J. D. and Cooter looked at each other. Six hostages
was
an unwieldy group; they might have an easier time controlling the situation if they didn’t have to worry about so many. On the other hand, by having the six form a circle, with J. D. and Cooter at the center, they could be protected from sharpshooters firing from just about any direction.

“No way,” shouted J. D. “You guys—you’re like a SWAT team, right? So you must have come here in a van or truck. We want you to back off, far away from the museum, leaving that van with its motor running and the keys in it. We’ll drive it to the airport, along with as many of the aliens as will fit, and we want a plane waiting there to take us”—he faltered “well, to take us wherever we decide to go.”

“We can’t do that,” said the cop through his megaphone.

J. D. shrugged a little. “I will kill one hostage sixty seconds from now, if y’all are still here.” He turned to the man with the crew cut. “Cooter?”

Cooter nodded, looked at his watch, and started counting down. “Sixty. Fifty-nine. Fifty-eight.”

The cop with the bullhorn turned around and spoke to someone behind him. I could see him pointing, presumable indicating the direction to which his force should withdraw on foot.

“Fifty-six. Fifty-five. Fifty-four.”

Hollus’s eyestalks had stopped weaving in and out and had instead locked at their maximum separation. I’d seen her do that before when she had heard something that interested her. Whatever it was, I hadn’t heard it yet.

“Fifty-two. Fifty-one. Fifty.”

The cops were moving out of the glass vestibule, but they were making a lot of noise about it. The one with the bullhorn kept speaking. “All right,” he said. “All right. We’re withdrawing.” His magnified voice echoed through the Rotunda. “We’re backing away.”

It seemed to me he was talking unnecessarily, but—

But then I heard the sound Hollus had heard: a faint rumbling. The elevator, to our left, was descending in its shaft; someone had called it down to the lower level. The cop with the bullhorn was deliberately trying to drown out the sound.

“Forty-one. Forty. Thirty-nine.”

It would be suicide, I thought, for whoever would get in the car; J. D. could blow away the occupant as soon as the metal doors split down the middle and started to slide away.

“Thirty-one. Thirty. Twenty-nine.”

“We’re leaving,” shouted the cop. “We’re going.”

The elevator was coming back up now. Above the doors was a row of square indicator lights—B, 1, 2, 3—indicating which floor the car was currently on. I dared steal a glance at it. The “1” had just winked out, and, a moment later, the “2” lit up. Brilliant! Either whoever was in the elevator had known about the balconies on the second floor, overlooking the Rotunda, or else the ROM’s own security guard, who must have let the police in, had told him.

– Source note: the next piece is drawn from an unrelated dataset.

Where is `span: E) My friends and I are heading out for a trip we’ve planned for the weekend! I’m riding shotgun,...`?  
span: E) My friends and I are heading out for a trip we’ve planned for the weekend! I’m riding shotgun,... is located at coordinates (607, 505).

“Eighteen. Seventeen. Sixteen.”

As the “2” lit up, I did my part to muffle the sound of the elevator doors opening by coughing loudly; if there was one thing I did well these days, it was cough.

The “2” was staying lit; the doors must have opened by now, but J. D. and Cooter hadn’t heard them. Still, presumably one or more armed cops had now exited onto the second floor—the one that housed the Dinosaur and Discovery Galleries.

“Thirteen. Twelve. Eleven.”

“All right,” called the ETF officer with the megaphone. “All right. We’re leaving.” At this distance I couldn’t tell if he was making eye contact with the officers on the darkened balcony. We were still by the elevator; I didn’t dare tip my eyes up, lest I give away the presence of the people on the floor above.

“Nine. Eight. Seven.”

The cops moved out of the vestibule, exiting into the dark night. I watched them sink from view as they headed down the stone steps to the sidewalk.

“Six. Five. Four.”

The red lights from the roofs of the cruisers that had been sweeping through the Rotunda started to pull away; one set of lights—presumably from the ETF van—continued to rotate.

“Three. Two. One.”

I looked at Christine. She nodded almost imperceptibly; she knew what was happening, too.

“Zero!” said Cooter.

“All, right,” said J. D. “Let’s move out.”

I’d spent much of the last seven months worrying about what it was going to be like to die—but I hadn’t thought that I would see someone else die before I did. My heart was pounding like the jackhammers we use to break up overburden. J. D., I figured, had only seconds to live.